My father, lvan, had a passion for North Auckland. He dreamed of a farm beside the water, more scope, a winter season off, and fishing between milkings. Every year from a young age, in school holidays, he and I “went north” to look at farms from Wellsford to Kaitaia, wasting the time of poor real estate agents. I’m sure we looked at every farm, met every agent, and heard every good line ever thrown out. Years later, the family bought a farm in Dannevirke!

As a college boy my summer job was working with Peter Doyle on the Rural Mail delivery, in those days just 300 boxes between Peka Peka and Manakau. I now knew where everyone lived!

I joined the Otaki-Te Horo Young Farmers Club, and very quickly started organising debates, social events such as Chicken and Champagne dances, progressive dinners, car rallies and inter-club rugby. I spent hours on the phone at night. Good training for a realtor.

My first corporate job was with Colyer Watson. I was hitch-hiking to work in Wellington when along came a top model Mercedes Benz, Sir Clifford Pearce at the wheel. We talked beef, deer, corporate strategy and shipping. By that afternoon I was hired as his logistics guy, documenting the purchases of cattle hides, lamb pelts and tallow throughout New Zealand, all the by-products of the export meat trade.

I was taught export documentation, letters of credit, certificates of origin, certificates for insurance, sales statements, and worked side by side with Ewan Frampton, a master operator as he bought and sold product throughout New Zealand and around the world.

I headed overseas at 20, spent five years working and travelling in Britain, Europe, Africa, Russia, Scandinavia, and South-east Asia – in all more than 50 countries. I saw a lot of the world, always wearing my Sunny Ōtaki T-shirt.

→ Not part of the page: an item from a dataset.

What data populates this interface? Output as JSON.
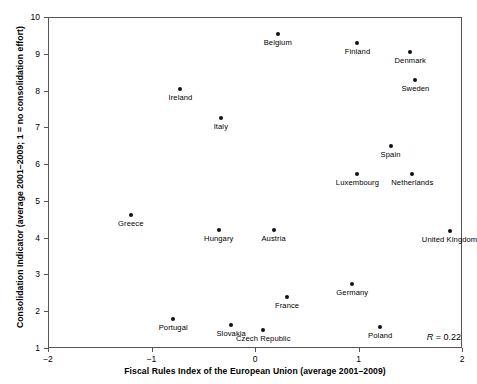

At 25, I felt the oldest I have ever felt. I was poor, asset free, and all my old friends had wives and children, houses and farms. It was time to move back to my beloved Ōtaki. I was a full-time shearer and contractor for seven years with a top tally of more than 500 in a day, but the key learning from this was that “you only get paid for what you do” – your work rate and your skill.

FAMILY: Grant Robertson, centre, with his family. From left: Jack Tatu Robertson, with daughter Nova  and partner Kelsi Robertson, Scott Robertson with wife Kate Kelly Robertson and granddaughter  Sophie in her arms, Grant’s wife Joanne Robertson holding granddaughter Aurelia, Cameron  Robertson, Travis Robertson and fiancé Catherine McKnight.

Photo supplied

Joanne and I married, and soon son Scott was on the way. It was time for a change of occupation. An ad in the Chronicle – Rural Real Estate Consultant required – opened a new door. During the next five years, I studied for the AREiNZ exams, qualifying to operate a company by 1992. That year I bought the Challenge Realty franchise for Levin and Ōtaki, which later morphed into L J Hooker. We grew the company to four branches with a team of 35 and had a huge amount of fun. We sold that business in 2006, after 20 years of huge effort, and total commitment.

As a family, we rediscovered the joys of travel. Unburdened by the responsibility of staff and customers, we spent 10 months travelling in the US and the UK, and lived in a gorgeous village in France for several months.

As a realtor you stand at the crossroads of people’s lives, spending lots of hours solving the dilemma of their next move. In 2008, we bought the First National office here in Ōtaki. It was a boutique operation, two minutes from home and intimate with our community. The office thrived from the start, focusing on rural and lifestyle, always my forte. We added people, and stayed in business longer than anticipated, helped by the bullish real estate market.

Now we’re joining Property Brokers. We’re totally comfortable with their family-owned, rurally based, high integrity, full-service model. We look forward to accessing their network and resources, and for son Travis, the training and back-up for when I step back a bit more from “the crossroads”.

Serving my community as a realtor and helping others get started in real estate has been enjoyable and a privilege.

Real estate is a career that I can thoroughly recommend, but once again, you only get paid for what you do – your work rate and your skill.